Data to examine below:

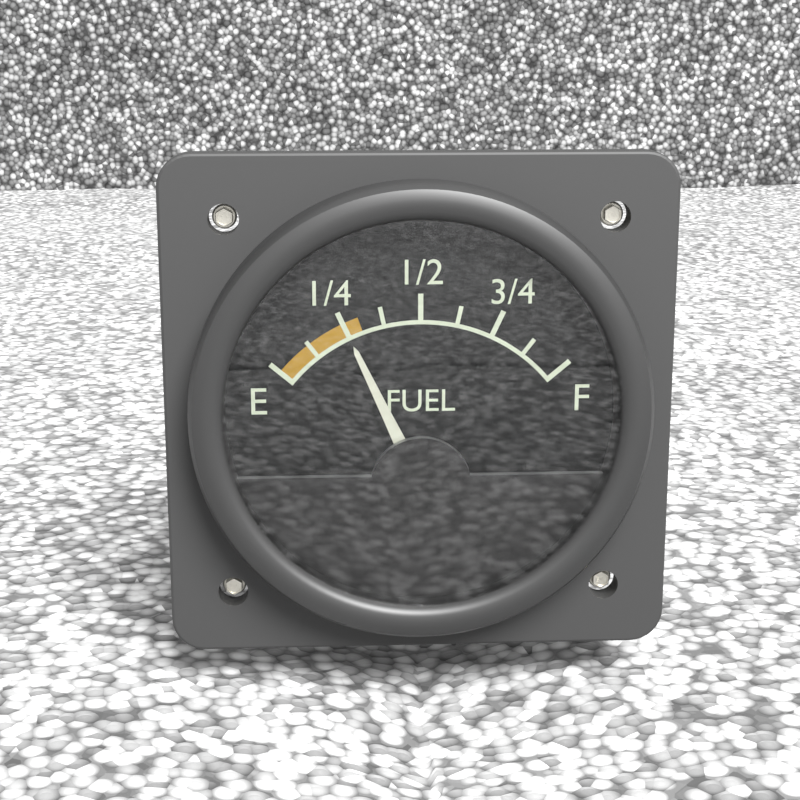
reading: 0.250 (no unit)
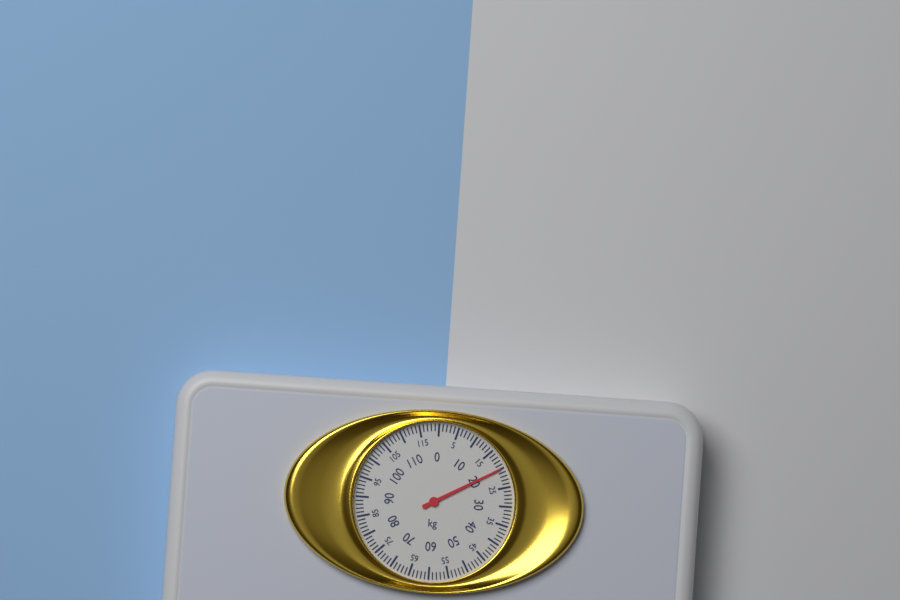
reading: 20 kg
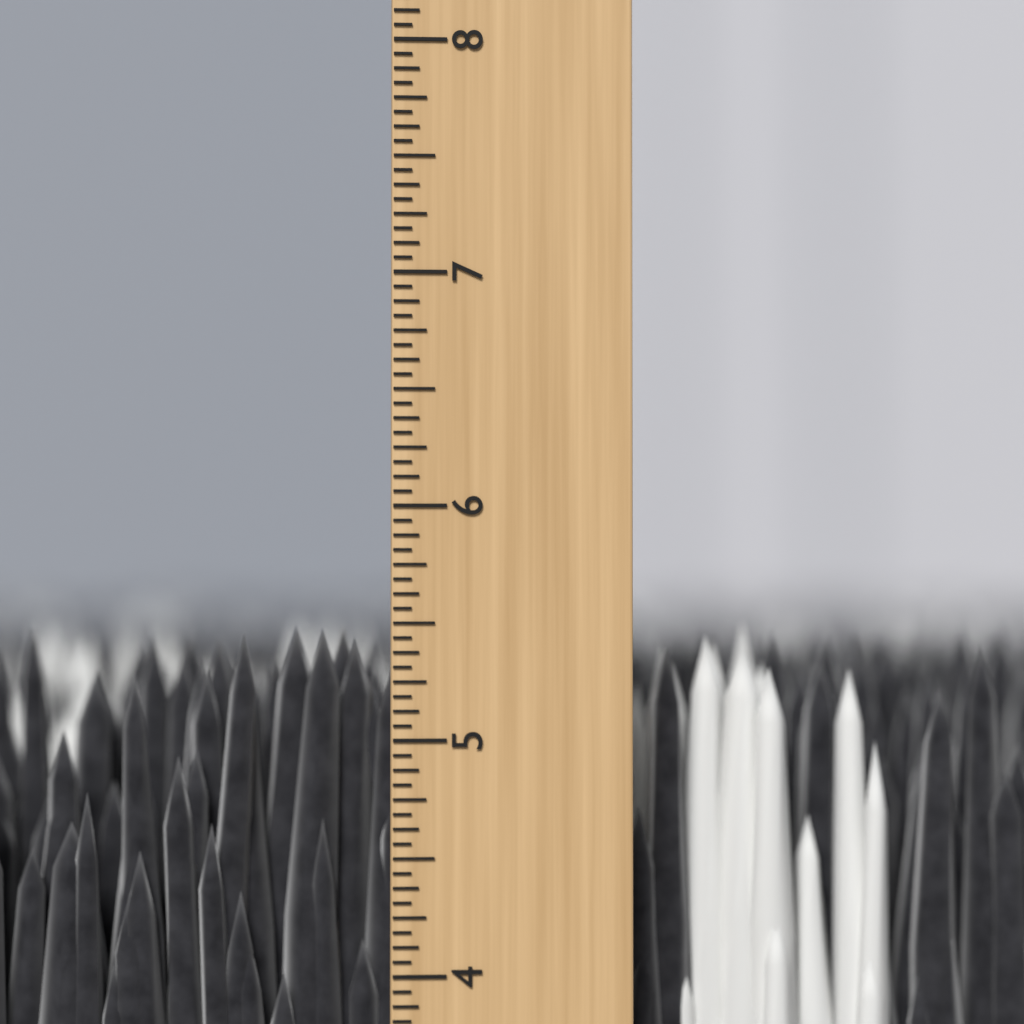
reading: 5.5000 inch
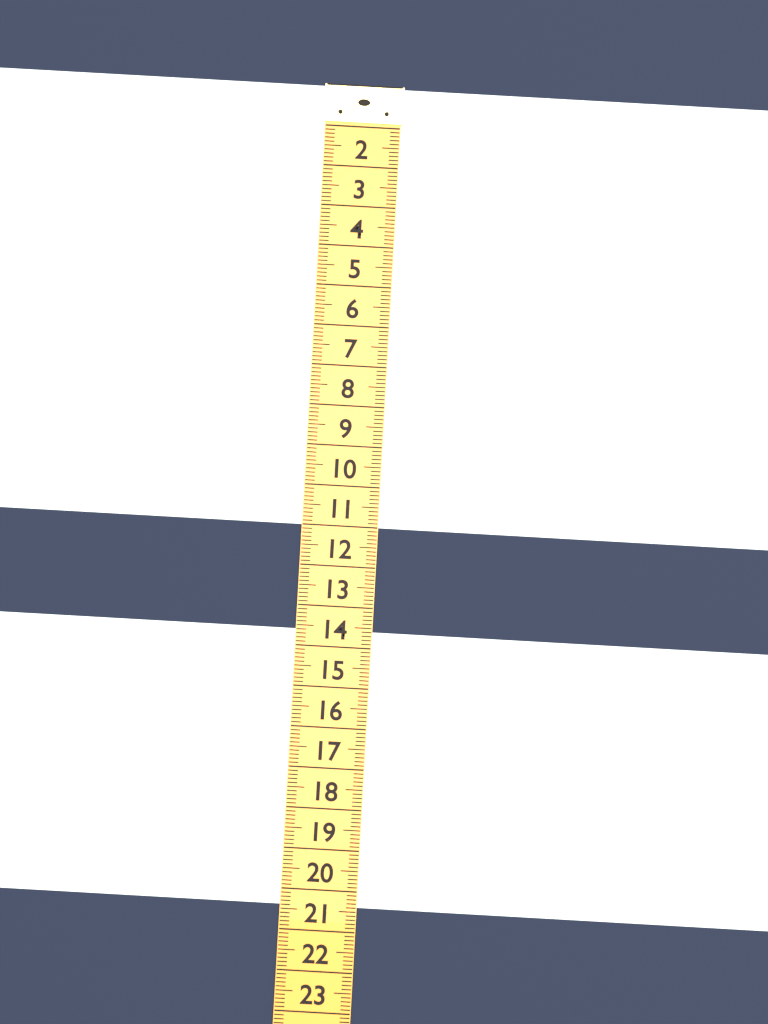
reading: 11.0 (no unit)
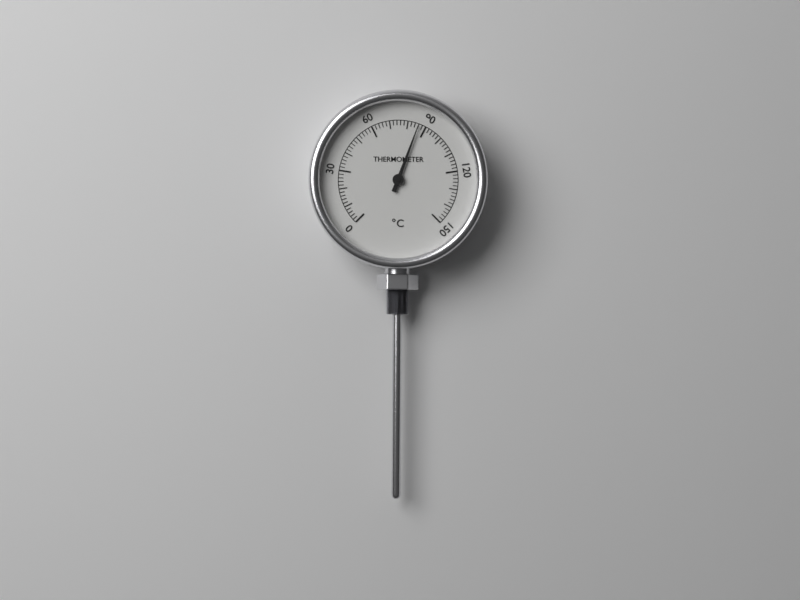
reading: 86 °C
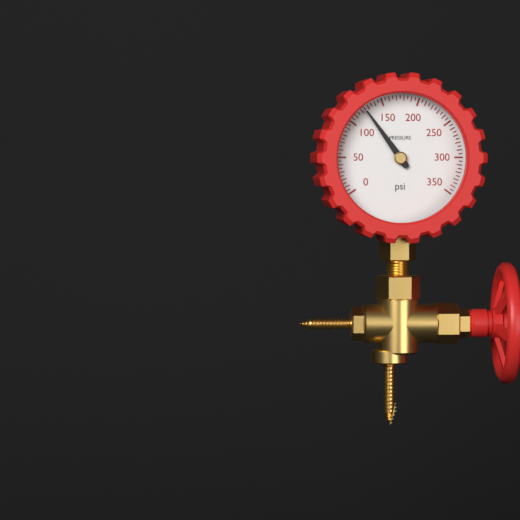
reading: 125 psi
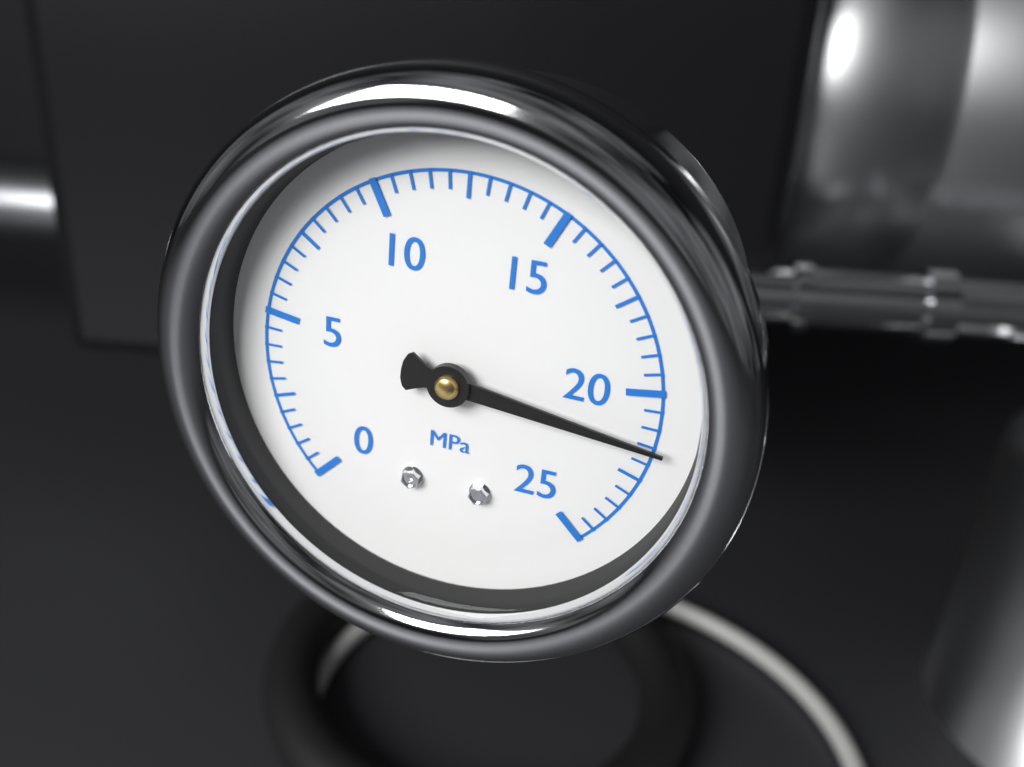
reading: 21.5 MPa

End of Data to examine.

▶ **Directions**
What is needed is a word-for-word copy of the data, minus its pictures.

▶ **The answer**
reading: 0.250 (no unit)
reading: 20 kg
reading: 5.5000 inch
reading: 11.0 (no unit)
reading: 86 °C
reading: 125 psi
reading: 21.5 MPa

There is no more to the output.